The part of Sampson’s Island that is proposed to be removed is a heavily used recreational resource. Crowding is already a problem, and the destruction of many hundreds of yards of beach will only compound it (and perhaps also lead to unanticipated and unwelcome water safety concerns).
While it has been pointed out that several vacation houses on Grand Island and the navigability of the Seapuit River are at risk without the addition of sediment at the eastern end of Dead Neck, I do not think this justifies the proposed dredging project. Neither protection for the private residences or the easy availability of a Seapuit channel are publicly necessary; private funding could and should secure the former, and there are two very reliable alternative water routes between West Bay and Cotuit Bay, one of which is entirely protected.
Finally, I would like to bring attention to the worst case scenario associated with such intensive dredging of a protective barrier island. Typically, the failure of a coastal engineering project is marked by a return to the status quo (witness the Rushy Marsh Pond debacle). However, the dynamics of a bay entrance are beyond complex, and I believe there is potential for catastrophe here that very few people have considered. It is possible that this project could lead to dramatic, unanticipated changes to the area. Bluff Point, without protection, could be destroyed. The Cotuit entrance channel could become too shallow for conventional navigation. The balance that has allowed for a viable Bay entrance could be upset beyond all hope of repair.

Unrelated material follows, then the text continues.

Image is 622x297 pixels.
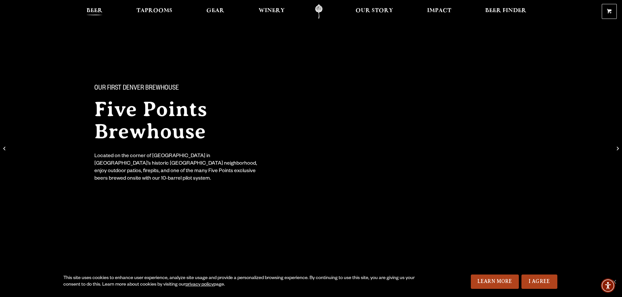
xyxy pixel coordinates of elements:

Why do I think this could happen? Strikingly, the sea level has risen approximately four inches in the last sixty years, and according to some science, may rise twelve inches or more in the next sixty. There is reason to think that coastal storms will become stronger and more frequent. In so many ways, our climate is not the climate of the mid 20th century.
Some proponents believe that because the dredging will return the outline of Sampson’s to a former state, it is inherently a good thing. First of all, with the sea level four inches higher, and a catastrophic worst-case scenario accordingly possible, there is absolutely no reason to think that such an outline is sustainable now. Furthermore, this argument represents a flawed method of consideration; the historical proportions of Cotuit Bay once included a shipping channel where Cupid’s Cove now exists. Should we engineer THIS alteration, simply because it once was? (It’s really no more outlandish than the present proposal, in terms of scope and the amount of sediment that would need to be moved.)
Finally, I would like to point out that Three Bays Preservation has continually implied that dredging projects in the system improve water quality significantly, something that is not backed up by any of the data. Just as one example, their website mentions improvement and prospects for improvement, but on the very same website one can find evidence that eel grass existed within the three bays in 1995 but not in 2002, a timeframe that spans their first two dredging projects. Furthermore, the anticipated improvement in water quality (as estimated by their own engineers) is minimal enough that it doesn’t even appear within proposal documents as part of the list of expected benefits.”
I am “cautiously” in favor of the project with some modifications. I’ll post my points for and against later.